CFA Morning 2016 Q4 B & C

Hi all

A couple of questions on the 2016 Morning mock and the answers Schweser covers in its online videos. Here are the questions:

On B, I got this wrong because I added inflation to the risk-free rate and solved for the leverage based on 2.0% risk-free (nominal) rather than 0.5%. Just to check I understand this, is it the case that we should assume that the stated risk-free rate is nominal and therefore already incorporates the inflation of 1.5% (i.e. the real risk-free rate is -1.0%) or is it that the risk free rate is only ever stated as the real-risk free rate and it is the real risk-free rate that should be used for e.g. Sharpe ratio calculations?

On C, I got this right based on the theory but one thing that confuses me is that the maths doesn’t bear it out when I try to prove it based on the portfolio variance formula.

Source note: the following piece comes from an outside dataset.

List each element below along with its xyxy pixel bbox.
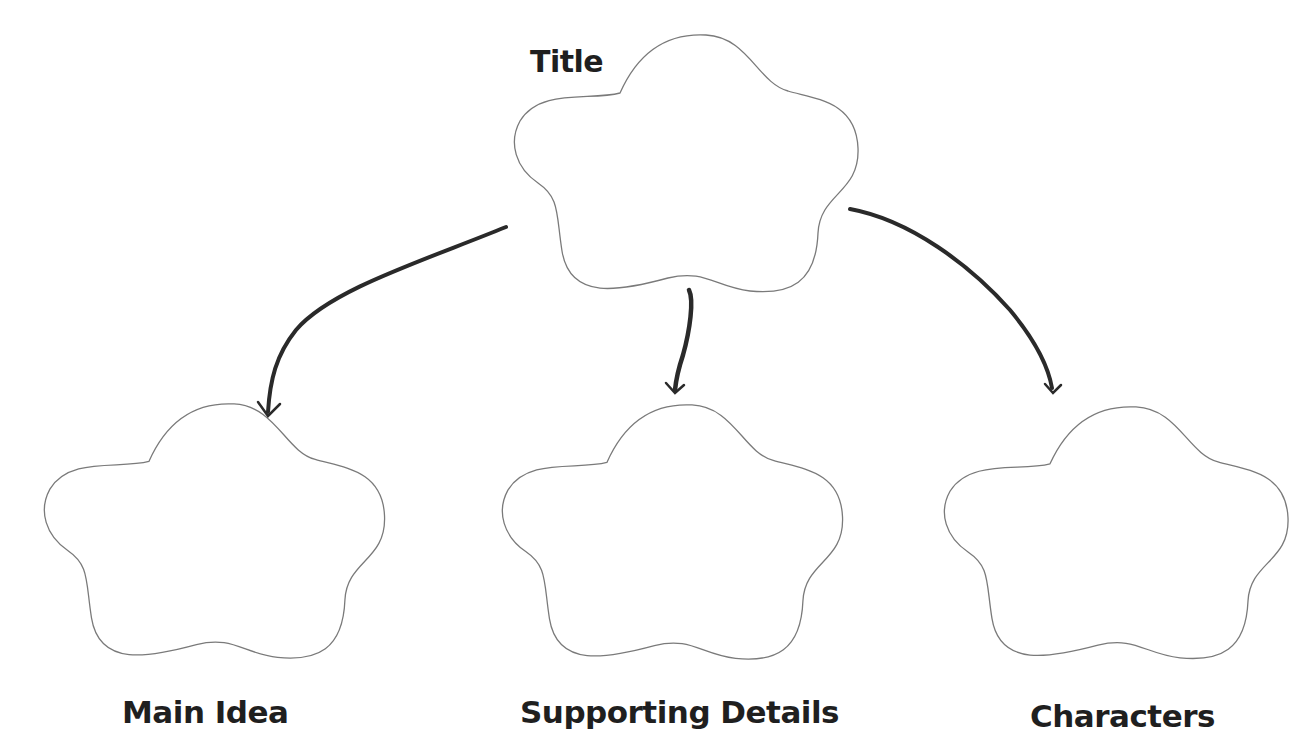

Assuming the 8.0% return is accomplished through either: weights of 38.84% for Portfolio 3 and 63.16% for Portfolio 4 (from Part A) or weights of 106.2% for Portfolio 4 and -6.2% for the risk-free asset (NB: using my erroneous 2.0%):

Lowest possible unlevered (i.e. combo of Portfolo 3 and Portfolio 4) standard deviation assuming -1 correlation between P3 and P4 = square root of 36.84%^2 x 13.8%^2 + 63.16%^2 x 11.2%^2 + 2 x 36.84% x 63.16% x -1 x 13.8% x 11.2% = 0.002585 + 0.005 + - 0.007193 = 1.98%

Highest possible unlevered (i.e. combo of Portfolo 3 and Portfolio 4) standard deviation assuming +1 correlation between P3 and P4 = square root of 36.84%^2 x 13.8%^2 + 63.16%^2 x 11.2%^2 + 2 x 36.84% x 63.16% x 1 x 13.8% x 11.2% = 0.002585 + 0.005 + 0.007193 = 12.16%

So a range of 1.98-12.16% depending on the correlation.

Levered standard deviations assuming standard deviation of risk free asset is zero and correlation between Portfolio 4 and the risk free asset is also zero = square root of 1.06195^2 x 11.2%^2 = 11.89%.

So the levered position standard deviation could be higher e.g. if the corner portfolios are perfectly negatively correlated.

Is it the maths that wrong or the reasoning? (i.e. should we always assume corner portfolios are perfectly correlated?)

Thanks and sorry for wordiness!

Risk-free rate = 0.5% (if nominal or real is not stated, then it is always nominal)

Nominal risk-free rate = 0.5% (stated, so it is direct)

Real risk-free rate = -1.0%

Assuming perfect correlation is to set the maximum standard deviation of the combined portfolio (i.e. ceiling), so the standard deviation of the combination of corner portfolios is <= 12.16%

Thanks - is it the default assumption that the corner portfolios are perfectly positively correlated (i.e. is that ‘by definition’?). Because if not, then there is a world in which the bracketing corner portfolio could have a lower standard deviation than the tangential portfolio, but that wouldn’t make sense as the tangential portfolio should be the most efficient in terms of return per unit of risk…

For corner portfolios, assuming perfect correlation is the most conservative thing to do (i.e. forming a straight line between one corner portfolio to the next)

For the same level of return, the standard deviation of the (tangential portfolio + risk-free asset/borrowing) will be lower than the standard deviation of the combination of corner portfolios.

See the image attached. Notice how the standard deviation compare between Portfolio 1 and 2.